The way the tax provision will work, if it does, in fact, go into effect about two years from now, is that individuals who do not obtain health insurance will be assessed a tax (based on family income) that they must pay along with their regular federal tax return. The enforcement of the tax will depend, ultimately, on whether an individual who refuses to buy health insurance chose — as a specifically intended response — not to pay the tax, for whatever reason. The Chief Justice’s opinion did note that willful failure to pay a tax that is due can lead to criminal prosecution. There would have to be proof of something more than a simple failure to include the penalty payment along with the return.

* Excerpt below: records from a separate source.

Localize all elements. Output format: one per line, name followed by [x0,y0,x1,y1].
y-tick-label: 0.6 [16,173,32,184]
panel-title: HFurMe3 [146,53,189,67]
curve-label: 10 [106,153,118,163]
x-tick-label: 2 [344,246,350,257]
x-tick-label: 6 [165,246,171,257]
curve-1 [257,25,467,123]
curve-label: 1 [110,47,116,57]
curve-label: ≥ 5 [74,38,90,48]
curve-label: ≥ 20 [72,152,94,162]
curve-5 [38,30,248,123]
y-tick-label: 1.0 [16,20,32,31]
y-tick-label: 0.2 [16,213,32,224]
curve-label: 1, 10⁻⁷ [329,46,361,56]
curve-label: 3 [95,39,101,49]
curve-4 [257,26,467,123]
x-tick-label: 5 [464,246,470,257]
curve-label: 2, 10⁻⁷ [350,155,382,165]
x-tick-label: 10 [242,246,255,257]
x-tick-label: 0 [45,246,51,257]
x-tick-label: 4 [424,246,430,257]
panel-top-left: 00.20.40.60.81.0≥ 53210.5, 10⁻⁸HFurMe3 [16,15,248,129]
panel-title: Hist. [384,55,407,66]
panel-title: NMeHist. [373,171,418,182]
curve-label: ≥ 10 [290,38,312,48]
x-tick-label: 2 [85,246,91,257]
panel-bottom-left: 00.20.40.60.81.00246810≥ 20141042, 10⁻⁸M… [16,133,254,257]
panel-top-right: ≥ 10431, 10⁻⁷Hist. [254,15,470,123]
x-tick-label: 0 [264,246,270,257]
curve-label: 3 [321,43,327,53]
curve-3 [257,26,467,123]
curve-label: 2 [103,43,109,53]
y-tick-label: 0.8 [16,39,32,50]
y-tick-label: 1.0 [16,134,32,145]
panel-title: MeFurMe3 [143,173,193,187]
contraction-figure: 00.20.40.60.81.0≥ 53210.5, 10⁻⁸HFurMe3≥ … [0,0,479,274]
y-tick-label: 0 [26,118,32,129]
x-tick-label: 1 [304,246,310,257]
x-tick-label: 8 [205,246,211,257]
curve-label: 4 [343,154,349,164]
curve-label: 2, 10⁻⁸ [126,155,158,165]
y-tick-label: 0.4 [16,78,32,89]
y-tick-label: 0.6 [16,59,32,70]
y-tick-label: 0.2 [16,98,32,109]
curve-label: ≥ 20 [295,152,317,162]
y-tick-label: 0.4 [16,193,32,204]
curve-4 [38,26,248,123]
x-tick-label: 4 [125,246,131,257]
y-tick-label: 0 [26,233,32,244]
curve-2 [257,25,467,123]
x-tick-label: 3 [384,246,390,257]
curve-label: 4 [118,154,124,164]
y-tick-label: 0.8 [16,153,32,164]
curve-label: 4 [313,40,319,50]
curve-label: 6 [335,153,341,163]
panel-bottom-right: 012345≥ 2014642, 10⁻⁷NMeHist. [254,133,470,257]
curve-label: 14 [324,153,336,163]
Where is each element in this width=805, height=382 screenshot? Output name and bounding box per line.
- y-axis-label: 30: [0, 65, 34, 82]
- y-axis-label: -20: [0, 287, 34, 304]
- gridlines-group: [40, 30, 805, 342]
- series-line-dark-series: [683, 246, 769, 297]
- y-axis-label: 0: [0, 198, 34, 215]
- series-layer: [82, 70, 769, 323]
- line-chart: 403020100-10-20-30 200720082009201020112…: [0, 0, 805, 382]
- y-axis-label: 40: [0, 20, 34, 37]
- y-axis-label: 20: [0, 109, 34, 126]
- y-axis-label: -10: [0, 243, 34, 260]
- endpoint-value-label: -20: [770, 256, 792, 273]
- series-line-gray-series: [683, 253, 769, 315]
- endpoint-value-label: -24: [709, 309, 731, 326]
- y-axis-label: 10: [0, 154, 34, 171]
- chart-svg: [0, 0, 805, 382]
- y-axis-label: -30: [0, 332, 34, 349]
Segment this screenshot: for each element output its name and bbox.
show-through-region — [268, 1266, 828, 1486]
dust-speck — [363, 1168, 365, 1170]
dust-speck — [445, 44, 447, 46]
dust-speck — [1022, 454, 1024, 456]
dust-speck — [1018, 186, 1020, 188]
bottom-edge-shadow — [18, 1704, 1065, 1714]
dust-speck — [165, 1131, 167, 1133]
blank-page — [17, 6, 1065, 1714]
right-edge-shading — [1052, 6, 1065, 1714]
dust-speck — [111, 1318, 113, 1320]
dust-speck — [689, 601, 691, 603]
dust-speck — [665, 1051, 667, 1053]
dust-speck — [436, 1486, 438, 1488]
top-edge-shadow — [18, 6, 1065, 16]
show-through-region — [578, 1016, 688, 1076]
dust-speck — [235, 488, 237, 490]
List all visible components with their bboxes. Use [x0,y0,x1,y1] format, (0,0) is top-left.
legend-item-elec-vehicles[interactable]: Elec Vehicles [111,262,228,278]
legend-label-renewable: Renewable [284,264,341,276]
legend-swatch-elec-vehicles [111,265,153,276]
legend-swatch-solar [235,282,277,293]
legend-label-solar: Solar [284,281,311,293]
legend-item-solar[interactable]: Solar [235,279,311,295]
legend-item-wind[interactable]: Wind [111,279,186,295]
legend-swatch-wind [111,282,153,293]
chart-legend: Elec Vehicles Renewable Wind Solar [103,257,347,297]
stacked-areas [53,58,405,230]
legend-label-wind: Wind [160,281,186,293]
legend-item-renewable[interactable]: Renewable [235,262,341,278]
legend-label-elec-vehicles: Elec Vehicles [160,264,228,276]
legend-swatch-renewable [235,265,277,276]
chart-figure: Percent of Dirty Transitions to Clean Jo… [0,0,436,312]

Here is the choice that individuals who do not want to obtain health insurance will face, according to the Chief Justice: “Those subject to the individual mandate may lawfully forgo health insurance and pay higher taxes, or buy health insurance and pay lower taxes. The only thing they may not lawfully do is not buy health insurance and not pay the resulting tax.”
It should be noted, though, that not every American is subject to the mandate and to the penalty tax. People who are too poor to pay taxes anyway are exempt, as are some other groups.
The impact of the new ruling on tax policy in general, and on Congress’s potential use of the tax code to promote social causes that it favors, will depend upon whether — over time — the Court establishes some limits on this option. The Chief Justice’s opinion did not spell out any such limits, but it did remark that “there comes a time in the extension of the penalizing features of the so-called tax when it loses its character as such and becomes a mere penalty with the characteristics of regulation and punishment.” He added: “Congress’s ability to use its taxing power to influence conduct is not without limits.”